Letter from the Divine Whatever to the Newly Out
(from cutting and pasting the words to Lady Gaga’s “Born This Way”)
By Jane Cassady
Darling,
I’m on the way.
You were born ready to orient yourself,
and no other way.
Track decades like starfields.
I love this record and I love you.
Be ready to transubstantiate.
Go far, outcast or enveloped, usually both.
Who you are is a religion.
When I was stars,
I didn’t have to put lipstick on
or look in the mirror, now I’m everything.
We’re all born supersensitive to the light.
It’s rolled across space like blankets.
No one mistakes
beautiful for regret,
descent for prudence,
teased for broke.
Ooo, there’s you, a fresh meteor,
streaking straight across the insecure sky.
Rejoice, kid,
the universe is young.
Love,
Your Friends
In 1992, Almost Immediately, It Got Better
By Jane Cassady
1. At the moment
that I decided to be bisexual
I was seventeen
and a few steps from the Photography Class door.
I realized:
If I like women, I’m free.
I won’t have to have this clawing,
desperate suffocating grasping
after men
It’s all over. (It was a nice thought.)
I resolved, right there in my
houndstooth polyester minidress
and Payless combat boots,
I would like women,
and I would be free.
2. I wish I were still this brave
about art and/or kissing:
I don’t know where I got the idea
for the photo shoot,
but there we all were
in the well-lit cinderblock basement
of my dad’s divorce-townhouse.
Four women, one bald bass-player dude
candles, and,
for some reason,
a rabbit.
Like almost every girl today,
I had my first girl kiss
for the camera and tripod.
I wore a Courtney Love babydoll dress
like an abstract painting.
She was a hippie chick named Barbie.
She pulled off her shirt
to reveal a white undershirt
with lacy straps.
Same old story,
it was soft and warm,
her hair was blonde and wavy
and she tasted like clove cigarettes,
or maybe that was me.
Maybe I shouldn’t have developed the film
in Independent Study class;
Mrs. Johnson sent the negatives and proofs to the principal
and that’s what the parents saw
as they were called in one by one.
Jessica told her dad,
who was the high school guidance counselor,
that I’d pressured her into it. (Pretty sure I didn’t)
Barbie had her boyfriend call
and pretend to be her dad.
My mom said Oh, it’s like Madonna’s book.
(It wasn’t, Mom, but thanks.)
My dad said something about the lighting.
The negatives were confiscated
until the end of the year.
The cutest, tallest skater boy
made a protest flyer
with a broken-chains clip art
and circulated it for us against censorship.
I think I’d never been happier.
So when the stupid blows fell,
of course they did,
I felt like I was on the side of something righteous.
I felt like I was on the side of art.
Jane Cassady writes pop-culture horoscopes for the Philadelphia City Paper’s Arts and Culture blog, Critical Mass, and also for The Legendary. She writes a blog about happiness, love and pop-culture called The Serotonin Factory. She is the Slam Mistress of the Philadelphia Poetry Slam. Her poems have appeared in The November 3rd Club, The Comstock Review, Valley of the Contemporary Poets, and other journals.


Try it – Return a word-for-word copy of the complete listing below.

..............................

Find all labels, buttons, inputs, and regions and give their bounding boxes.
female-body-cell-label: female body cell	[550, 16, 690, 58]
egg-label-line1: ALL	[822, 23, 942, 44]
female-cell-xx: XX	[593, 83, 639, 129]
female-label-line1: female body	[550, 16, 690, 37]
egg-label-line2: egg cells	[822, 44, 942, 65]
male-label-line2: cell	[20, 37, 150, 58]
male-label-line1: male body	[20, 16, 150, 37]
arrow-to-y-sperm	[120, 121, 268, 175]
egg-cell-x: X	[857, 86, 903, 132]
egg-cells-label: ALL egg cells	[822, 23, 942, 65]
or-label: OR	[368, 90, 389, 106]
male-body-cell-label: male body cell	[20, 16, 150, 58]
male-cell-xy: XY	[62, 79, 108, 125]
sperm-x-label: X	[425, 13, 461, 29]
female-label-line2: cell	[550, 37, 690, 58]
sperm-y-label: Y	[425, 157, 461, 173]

..............................

Reply –
Find all labels, buttons, inputs, and regions and give their bounding boxes.
female-body-cell-label: female body cell	[550, 16, 690, 58]
egg-label-line1: ALL	[822, 23, 942, 44]
female-cell-xx: XX	[593, 83, 639, 129]
female-label-line1: female body	[550, 16, 690, 37]
egg-label-line2: egg cells	[822, 44, 942, 65]
male-label-line2: cell	[20, 37, 150, 58]
male-label-line1: male body	[20, 16, 150, 37]
arrow-to-y-sperm	[120, 121, 268, 175]
egg-cell-x: X	[857, 86, 903, 132]
egg-cells-label: ALL egg cells	[822, 23, 942, 65]
or-label: OR	[368, 90, 389, 106]
male-body-cell-label: male body cell	[20, 16, 150, 58]
male-cell-xy: XY	[62, 79, 108, 125]
sperm-x-label: X	[425, 13, 461, 29]
female-label-line2: cell	[550, 37, 690, 58]
sperm-y-label: Y	[425, 157, 461, 173]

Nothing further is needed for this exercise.